MacDonald Training Center provides construction flags, safety vests

(May 21, 2015) - Safety vests and flags play an important role on any construction site, ensuring that all equipment and workers are visible to each other at all times. 

On Tampa International Airport’s historic expansion projects, many of these items come from the same source: The MacDonald Training Center. Orange and white flag

Employing people with developmental disabilities since 1955, the center has a robust sewing operation that produces a wide-range of goods, including several types of construction vests, orange and white checkered construction flags and wind cones. 

This year, the center plans to produce more than 6,000 safety vests and 500 flags. A large number of these will be used by the contractors and subcontractors at work on TPA’s $952 million expansion, said Tom Carter, the project manager overseeing sewing.

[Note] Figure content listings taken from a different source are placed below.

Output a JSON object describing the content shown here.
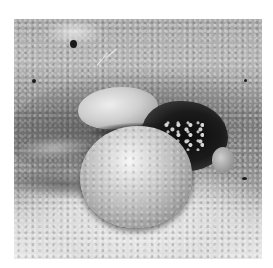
{
  "image": {
    "kind": "grayscale clinical photograph",
    "frame": {
      "x": 14,
      "y": 19,
      "width": 248,
      "height": 240
    },
    "background_color": "#ffffff",
    "regions": [
      {
        "name": "upper-pale-mass",
        "tone": "light gray"
      },
      {
        "name": "dark-necrotic-region",
        "tone": "near black"
      },
      {
        "name": "spherical-mass",
        "tone": "light gray highlight"
      },
      {
        "name": "right-small-nodule",
        "tone": "mid gray"
      },
      {
        "name": "surrounding-skin",
        "tone": "textured gray"
      }
    ],
    "palette": {
      "highlight": "#f6f6f6",
      "mid": "#a0a0a0",
      "shadow": "#1b1b1b",
      "border": "#ffffff"
    }
  }
}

The training center’s sewing program is located in a relatively small room filled with sewing machines and bright pieces of cloth at the back of the organization’s large facility on West Cypress Street. It’s one of several different specialties – including packaging, light manufacturing and electronics recycling – that make up the group’s Business Enterprise Team. The team, founded about seven years ago, goes out and works directly with businesses, providing added revenue for the center and giving people with disabilities invaluable training. 

“It’s the same type of work that they would experience in the community,” said Carter. “We’re trying to get them trained up and get them out there to compete for jobs using the skills they develop here.” 

As part of this program, they package all of the SunPass transponders for the state of Florida – a major success story for the center. “That’s the 800-pound gorilla,” said Carter. 

Jermaine Lewis, the coordinator of Job Skills, said the Business Enterprise Team was created to operate for profit and offset government cutbacks, which hit the organization hard when the recession hit. 

Since the program was created, they’ve revitalized their sewing program, adding more people and bringing on Carter, who spent decades in apparel manufacturing with VF Corporation, the world’s largest apparel company.

He said he helped triple the size of the sewing operation – from two to six people. Disabled people help on a variety of tasks, including folding and packaging the goods, and earn wages for work performed.